Scenes from an Exhibition
[slider_pro id=”37″]
Last night the herd ran to the art fairs, but the quality in New York City’s Latin art world was up on East 57th Street at the opening of Graciela Iturbide (Mexico City, 1942) at Throckmorton Fine Art. The 71 year-old Iturbide, a world-renowned artist, is the protege of the father of Latin American photography Manuel Álvarez Bravo. Since his passing in 2002, she has carried the torch of the most revered interpreter of the Mexican spirit. Michael Brand, Director at the J. Paul Getty Museum has called Iturbide, “The heir to all that is best about the tradition of subjective photography in Mexico.”
There was a tender moment early in the evening when a gray-bearded fellow approached Iturbide. He was just another gallery visitor, but when he spoke recognition flashed across Graciela’s face, brought forth a warm embrace and the word, “Maestro.” The fellow was photographer Larry Siegel, Graciela’s first photography teacher. Siegel had been hired to document the preparations for the 1968 Summer Olympics in Mexico City and Graciela attended a photography workshop held in his home. After the embrace Siegel looked into Graciela’s sparkling eyes and said, “I came to see how far you went.”
The young woman Siegel remembered from Mexico City went very far indeed. Winner of the Grand Prize Mois de la Photo (Paris, 1988), a Guggenheim Fellowship (1988), and a Hasselblad Award (2008), Iturbide is in many permanent collections and has been the subject of many important solo exhibitions including at the Centre Pompidou (1982), J. Paul Getty Museum (2007), and the Museo Amparo (2013). The Throckmorton exhibition coincides with a year-long show at London’s Tate Modern.
Graciela is best known for her work with the Seri Indians living near the Sea of Cortes, her bleak landscapes of the American South, and photos of matriarchs from the Juchitan culture in southern Mexico. For a child of the 1940s, Iturbide’s work and support of feminist causes is exceptional. Mexican women of that time weren’t supposed to do anything but raise children. It takes a special spirit to break those boundaries.
From her base in the heart of Mexico, Iturbide is one of those artists who has gone universal. This tiny woman now works all over the world. She has the gift of capturing people and landscapes in all their honest simplicity.
Iturbide finds the beauty in every scene, even the most mundane. The images tell stories that are not obvious at a quick glance. Looking at a Graciela Iturbide photograph is almost a form of meditation.
One of my favorite images is three children playing in a pond. Their heads stick out of the mud like stalks of young corn with expressions of cool, caution and wonder. Frozen forever, eternally inviting, you almost want to jump in yourself.
Graciela works only in film. We notice a difference in the quality of the work of film photographers and digital photographers, or at least artists who started with film. Spencer Throckmorton, a New York fine art photography dealer for almost 30 years explained, “Many of today’s digital photographers point and shoot and think that makes them a great artist, but the camera does all the work. Film photographers have to manage the light. This forces a unique moment of contemplation. This is what you see in the photographs.”
Glitterati fine art publisher Marta Hallett commented, “Graciela’s work is so Mexican, being realistic and mystical at the same time. There is almost a religious quality in the photographs.”
Some of Iturbide’s photos make you think, some make you dream, and many make you smile. If you grew up in Mexico or the American Southwest, she will take you back to a dry, dusty, familiar place inside yourself. In her work, Graciela has the gift of breaking the boundaries between artist and subject. Her prints are equally not limited by the boundaries of two-dimensional space, but tend to leap beyond the rectangles of the picture into a universe of deeper meaning.
Iturbide’s subjects open up so much to her, you wonder how she does it. At dinner after the opening, one of the guests kept praising Iturbide as a saint to which Graciela finally replied, “I am not a saint. How do you think I made those photographs?”
We asked Graciela what the master Bravo gave to her. After a moment of reflection, she gave a simple answer, “He taught me about life.” Iturbide’s photos can teach you about life. It is rare for gelatin silver to express so much humanity.
Throckmorton Fine Art
145 East 57th Street, 3rd Floor
New York NY 10022
(between Third Ave & Lexington)
(212) 223-1059
NOVEMBER 14, 2013 ~ JANUARY 11, 2014
Tuesday-Saturday 11am to 5pm
Throckmorton Fine Art
Graciela Iturbide’s Web Site
One last thing, the next exhibition at Throckmorton is a collection of rare vintage photographs that Manuel Álvarez Bravo left to his son which Spencer Throckmorton has acquired. Bravo only found fame at the end of his career. Early on he couldn’t afford to print very much, so this collection is very special. In back-to-back exhibitions, you can contemplate the student and the teacher. Coming January 16th ~ March 1st, 2014.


--- DIRECTIONS ---
What you return must match the records below exactly, down to each character.

--- PROVIDED RECORDS ---
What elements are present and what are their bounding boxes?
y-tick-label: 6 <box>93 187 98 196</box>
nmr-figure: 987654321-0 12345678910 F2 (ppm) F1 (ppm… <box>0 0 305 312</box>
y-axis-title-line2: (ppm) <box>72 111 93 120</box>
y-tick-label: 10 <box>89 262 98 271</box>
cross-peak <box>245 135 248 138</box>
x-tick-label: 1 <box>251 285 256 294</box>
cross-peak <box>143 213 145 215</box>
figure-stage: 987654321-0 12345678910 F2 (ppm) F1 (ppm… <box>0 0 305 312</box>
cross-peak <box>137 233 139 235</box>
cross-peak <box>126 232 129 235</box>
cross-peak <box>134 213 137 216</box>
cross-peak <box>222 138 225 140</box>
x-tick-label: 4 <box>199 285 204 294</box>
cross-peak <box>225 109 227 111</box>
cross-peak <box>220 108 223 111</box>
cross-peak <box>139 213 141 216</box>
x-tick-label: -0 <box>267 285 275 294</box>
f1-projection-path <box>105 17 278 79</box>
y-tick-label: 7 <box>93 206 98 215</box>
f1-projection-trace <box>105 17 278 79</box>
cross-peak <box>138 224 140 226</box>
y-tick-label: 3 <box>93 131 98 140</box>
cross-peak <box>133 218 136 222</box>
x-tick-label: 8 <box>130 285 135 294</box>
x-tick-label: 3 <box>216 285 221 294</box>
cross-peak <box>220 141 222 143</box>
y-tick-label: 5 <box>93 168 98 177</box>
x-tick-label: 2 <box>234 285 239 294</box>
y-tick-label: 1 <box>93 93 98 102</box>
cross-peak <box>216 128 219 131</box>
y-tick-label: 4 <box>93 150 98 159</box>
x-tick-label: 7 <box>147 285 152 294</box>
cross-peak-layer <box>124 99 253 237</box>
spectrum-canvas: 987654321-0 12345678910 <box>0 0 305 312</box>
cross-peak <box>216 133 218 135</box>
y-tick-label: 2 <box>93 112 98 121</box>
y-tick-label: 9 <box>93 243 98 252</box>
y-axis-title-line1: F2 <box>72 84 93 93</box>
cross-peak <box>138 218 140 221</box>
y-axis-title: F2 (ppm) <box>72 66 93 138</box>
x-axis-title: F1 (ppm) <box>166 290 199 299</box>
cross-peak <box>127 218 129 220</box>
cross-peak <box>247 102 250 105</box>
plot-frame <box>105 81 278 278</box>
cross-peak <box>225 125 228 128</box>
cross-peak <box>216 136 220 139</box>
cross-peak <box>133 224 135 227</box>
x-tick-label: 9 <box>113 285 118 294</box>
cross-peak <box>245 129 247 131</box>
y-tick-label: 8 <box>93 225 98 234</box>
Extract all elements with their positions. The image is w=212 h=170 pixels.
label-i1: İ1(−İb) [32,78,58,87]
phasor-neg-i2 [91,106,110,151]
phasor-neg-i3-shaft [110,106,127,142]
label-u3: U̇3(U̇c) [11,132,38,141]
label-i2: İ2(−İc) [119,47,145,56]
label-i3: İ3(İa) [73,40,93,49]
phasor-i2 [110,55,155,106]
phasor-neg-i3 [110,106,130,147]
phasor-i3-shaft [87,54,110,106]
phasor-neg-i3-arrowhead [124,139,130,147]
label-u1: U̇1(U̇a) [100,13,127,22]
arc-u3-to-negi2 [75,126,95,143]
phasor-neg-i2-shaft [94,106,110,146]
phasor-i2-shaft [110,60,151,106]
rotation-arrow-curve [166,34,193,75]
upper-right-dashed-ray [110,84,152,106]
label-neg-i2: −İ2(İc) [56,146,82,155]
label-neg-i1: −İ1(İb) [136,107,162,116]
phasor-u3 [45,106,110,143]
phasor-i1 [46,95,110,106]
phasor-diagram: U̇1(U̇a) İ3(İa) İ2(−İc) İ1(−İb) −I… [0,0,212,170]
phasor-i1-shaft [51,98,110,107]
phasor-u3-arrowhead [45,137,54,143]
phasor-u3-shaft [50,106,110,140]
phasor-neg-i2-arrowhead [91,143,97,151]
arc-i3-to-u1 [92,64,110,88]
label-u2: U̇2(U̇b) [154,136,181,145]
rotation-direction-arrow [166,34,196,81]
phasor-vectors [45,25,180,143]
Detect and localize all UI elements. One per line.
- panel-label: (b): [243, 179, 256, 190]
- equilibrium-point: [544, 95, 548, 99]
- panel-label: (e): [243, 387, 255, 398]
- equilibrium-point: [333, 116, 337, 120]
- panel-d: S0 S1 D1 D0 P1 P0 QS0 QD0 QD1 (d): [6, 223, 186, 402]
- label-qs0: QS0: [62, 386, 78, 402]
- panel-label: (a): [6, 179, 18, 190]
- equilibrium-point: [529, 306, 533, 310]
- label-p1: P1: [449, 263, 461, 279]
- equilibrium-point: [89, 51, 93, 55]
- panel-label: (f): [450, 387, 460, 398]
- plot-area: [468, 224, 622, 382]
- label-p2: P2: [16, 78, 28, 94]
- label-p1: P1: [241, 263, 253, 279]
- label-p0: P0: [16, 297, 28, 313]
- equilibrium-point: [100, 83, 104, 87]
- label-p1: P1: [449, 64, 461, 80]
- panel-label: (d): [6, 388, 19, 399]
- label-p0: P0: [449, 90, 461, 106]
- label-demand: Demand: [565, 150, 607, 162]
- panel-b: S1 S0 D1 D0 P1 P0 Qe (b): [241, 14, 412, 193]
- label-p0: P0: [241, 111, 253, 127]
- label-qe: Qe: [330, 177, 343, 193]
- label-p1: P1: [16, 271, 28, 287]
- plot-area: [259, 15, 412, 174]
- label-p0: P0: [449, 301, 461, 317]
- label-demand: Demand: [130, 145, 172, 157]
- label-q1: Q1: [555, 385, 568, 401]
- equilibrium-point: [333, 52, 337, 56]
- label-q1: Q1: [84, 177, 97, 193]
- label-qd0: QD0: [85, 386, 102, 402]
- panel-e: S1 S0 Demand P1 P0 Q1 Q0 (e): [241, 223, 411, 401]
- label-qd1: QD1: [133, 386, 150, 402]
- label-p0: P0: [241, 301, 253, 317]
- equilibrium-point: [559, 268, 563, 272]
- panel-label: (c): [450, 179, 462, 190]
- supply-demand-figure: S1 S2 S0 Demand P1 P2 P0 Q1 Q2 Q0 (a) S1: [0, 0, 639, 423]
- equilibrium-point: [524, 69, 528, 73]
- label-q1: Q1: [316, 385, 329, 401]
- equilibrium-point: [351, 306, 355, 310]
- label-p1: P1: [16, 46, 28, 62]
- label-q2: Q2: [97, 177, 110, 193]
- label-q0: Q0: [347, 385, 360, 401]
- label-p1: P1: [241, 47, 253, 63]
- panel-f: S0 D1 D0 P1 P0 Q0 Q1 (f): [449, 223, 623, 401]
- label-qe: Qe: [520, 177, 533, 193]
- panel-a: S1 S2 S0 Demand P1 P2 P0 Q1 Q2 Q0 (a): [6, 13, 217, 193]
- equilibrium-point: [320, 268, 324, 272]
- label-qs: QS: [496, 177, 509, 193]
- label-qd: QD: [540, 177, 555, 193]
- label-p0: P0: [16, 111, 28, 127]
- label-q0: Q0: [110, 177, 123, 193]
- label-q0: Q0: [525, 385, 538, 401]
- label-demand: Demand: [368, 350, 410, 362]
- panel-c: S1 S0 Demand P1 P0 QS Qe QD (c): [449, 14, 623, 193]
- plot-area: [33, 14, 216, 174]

--- SOLUTION FOR THIS PROBLEM ---
What elements are present and what are their bounding boxes?
y-tick-label: 6 <box>93 187 98 196</box>
nmr-figure: 987654321-0 12345678910 F2 (ppm) F1 (ppm… <box>0 0 305 312</box>
y-axis-title-line2: (ppm) <box>72 111 93 120</box>
y-tick-label: 10 <box>89 262 98 271</box>
cross-peak <box>245 135 248 138</box>
x-tick-label: 1 <box>251 285 256 294</box>
cross-peak <box>143 213 145 215</box>
figure-stage: 987654321-0 12345678910 F2 (ppm) F1 (ppm… <box>0 0 305 312</box>
cross-peak <box>137 233 139 235</box>
cross-peak <box>126 232 129 235</box>
cross-peak <box>134 213 137 216</box>
cross-peak <box>222 138 225 140</box>
x-tick-label: 4 <box>199 285 204 294</box>
cross-peak <box>225 109 227 111</box>
cross-peak <box>220 108 223 111</box>
cross-peak <box>139 213 141 216</box>
x-tick-label: -0 <box>267 285 275 294</box>
f1-projection-path <box>105 17 278 79</box>
y-tick-label: 7 <box>93 206 98 215</box>
f1-projection-trace <box>105 17 278 79</box>
cross-peak <box>138 224 140 226</box>
y-tick-label: 3 <box>93 131 98 140</box>
cross-peak <box>133 218 136 222</box>
x-tick-label: 8 <box>130 285 135 294</box>
x-tick-label: 3 <box>216 285 221 294</box>
cross-peak <box>220 141 222 143</box>
y-tick-label: 5 <box>93 168 98 177</box>
x-tick-label: 2 <box>234 285 239 294</box>
y-tick-label: 1 <box>93 93 98 102</box>
cross-peak <box>216 128 219 131</box>
y-tick-label: 4 <box>93 150 98 159</box>
x-tick-label: 7 <box>147 285 152 294</box>
cross-peak-layer <box>124 99 253 237</box>
spectrum-canvas: 987654321-0 12345678910 <box>0 0 305 312</box>
cross-peak <box>216 133 218 135</box>
y-tick-label: 2 <box>93 112 98 121</box>
y-tick-label: 9 <box>93 243 98 252</box>
y-axis-title-line1: F2 <box>72 84 93 93</box>
cross-peak <box>138 218 140 221</box>
y-axis-title: F2 (ppm) <box>72 66 93 138</box>
x-axis-title: F1 (ppm) <box>166 290 199 299</box>
cross-peak <box>127 218 129 220</box>
cross-peak <box>247 102 250 105</box>
plot-frame <box>105 81 278 278</box>
cross-peak <box>225 125 228 128</box>
cross-peak <box>216 136 220 139</box>
cross-peak <box>133 224 135 227</box>
x-tick-label: 9 <box>113 285 118 294</box>
cross-peak <box>245 129 247 131</box>
y-tick-label: 8 <box>93 225 98 234</box>
Extract all elements with their positions. The image is w=212 h=170 pixels.
label-i1: İ1(−İb) [32,78,58,87]
phasor-neg-i2 [91,106,110,151]
phasor-neg-i3-shaft [110,106,127,142]
label-u3: U̇3(U̇c) [11,132,38,141]
label-i2: İ2(−İc) [119,47,145,56]
label-i3: İ3(İa) [73,40,93,49]
phasor-i2 [110,55,155,106]
phasor-neg-i3 [110,106,130,147]
phasor-i3-shaft [87,54,110,106]
phasor-neg-i3-arrowhead [124,139,130,147]
label-u1: U̇1(U̇a) [100,13,127,22]
arc-u3-to-negi2 [75,126,95,143]
phasor-neg-i2-shaft [94,106,110,146]
phasor-i2-shaft [110,60,151,106]
rotation-arrow-curve [166,34,193,75]
upper-right-dashed-ray [110,84,152,106]
label-neg-i2: −İ2(İc) [56,146,82,155]
label-neg-i1: −İ1(İb) [136,107,162,116]
phasor-u3 [45,106,110,143]
phasor-i1 [46,95,110,106]
phasor-diagram: U̇1(U̇a) İ3(İa) İ2(−İc) İ1(−İb) −I… [0,0,212,170]
phasor-i1-shaft [51,98,110,107]
phasor-u3-arrowhead [45,137,54,143]
phasor-u3-shaft [50,106,110,140]
phasor-neg-i2-arrowhead [91,143,97,151]
arc-i3-to-u1 [92,64,110,88]
label-u2: U̇2(U̇b) [154,136,181,145]
rotation-direction-arrow [166,34,196,81]
phasor-vectors [45,25,180,143]
Detect and localize all UI elements. One per line.
- panel-label: (b): [243, 179, 256, 190]
- equilibrium-point: [544, 95, 548, 99]
- panel-label: (e): [243, 387, 255, 398]
- equilibrium-point: [333, 116, 337, 120]
- panel-d: S0 S1 D1 D0 P1 P0 QS0 QD0 QD1 (d): [6, 223, 186, 402]
- label-qs0: QS0: [62, 386, 78, 402]
- panel-label: (a): [6, 179, 18, 190]
- equilibrium-point: [529, 306, 533, 310]
- label-p1: P1: [449, 263, 461, 279]
- equilibrium-point: [89, 51, 93, 55]
- panel-label: (f): [450, 387, 460, 398]
- plot-area: [468, 224, 622, 382]
- label-p2: P2: [16, 78, 28, 94]
- label-p1: P1: [241, 263, 253, 279]
- label-p0: P0: [16, 297, 28, 313]
- equilibrium-point: [100, 83, 104, 87]
- label-p1: P1: [449, 64, 461, 80]
- panel-label: (d): [6, 388, 19, 399]
- label-p0: P0: [449, 90, 461, 106]
- label-demand: Demand: [565, 150, 607, 162]
- panel-b: S1 S0 D1 D0 P1 P0 Qe (b): [241, 14, 412, 193]
- label-p0: P0: [241, 111, 253, 127]
- label-qe: Qe: [330, 177, 343, 193]
- label-p1: P1: [16, 271, 28, 287]
- plot-area: [259, 15, 412, 174]
- label-p0: P0: [449, 301, 461, 317]
- label-demand: Demand: [130, 145, 172, 157]
- label-q1: Q1: [555, 385, 568, 401]
- equilibrium-point: [333, 52, 337, 56]
- label-q1: Q1: [84, 177, 97, 193]
- label-qd0: QD0: [85, 386, 102, 402]
- panel-e: S1 S0 Demand P1 P0 Q1 Q0 (e): [241, 223, 411, 401]
- label-qd1: QD1: [133, 386, 150, 402]
- label-p0: P0: [241, 301, 253, 317]
- equilibrium-point: [559, 268, 563, 272]
- panel-label: (c): [450, 179, 462, 190]
- supply-demand-figure: S1 S2 S0 Demand P1 P2 P0 Q1 Q2 Q0 (a) S1: [0, 0, 639, 423]
- equilibrium-point: [524, 69, 528, 73]
- label-q1: Q1: [316, 385, 329, 401]
- equilibrium-point: [351, 306, 355, 310]
- label-p1: P1: [16, 46, 28, 62]
- label-q2: Q2: [97, 177, 110, 193]
- label-q0: Q0: [347, 385, 360, 401]
- label-p1: P1: [241, 47, 253, 63]
- panel-f: S0 D1 D0 P1 P0 Q0 Q1 (f): [449, 223, 623, 401]
- label-qe: Qe: [520, 177, 533, 193]
- panel-a: S1 S2 S0 Demand P1 P2 P0 Q1 Q2 Q0 (a): [6, 13, 217, 193]
- equilibrium-point: [320, 268, 324, 272]
- label-qs: QS: [496, 177, 509, 193]
- label-qd: QD: [540, 177, 555, 193]
- label-p0: P0: [16, 111, 28, 127]
- label-q0: Q0: [110, 177, 123, 193]
- label-q0: Q0: [525, 385, 538, 401]
- label-demand: Demand: [368, 350, 410, 362]
- panel-c: S1 S0 Demand P1 P0 QS Qe QD (c): [449, 14, 623, 193]
- plot-area: [33, 14, 216, 174]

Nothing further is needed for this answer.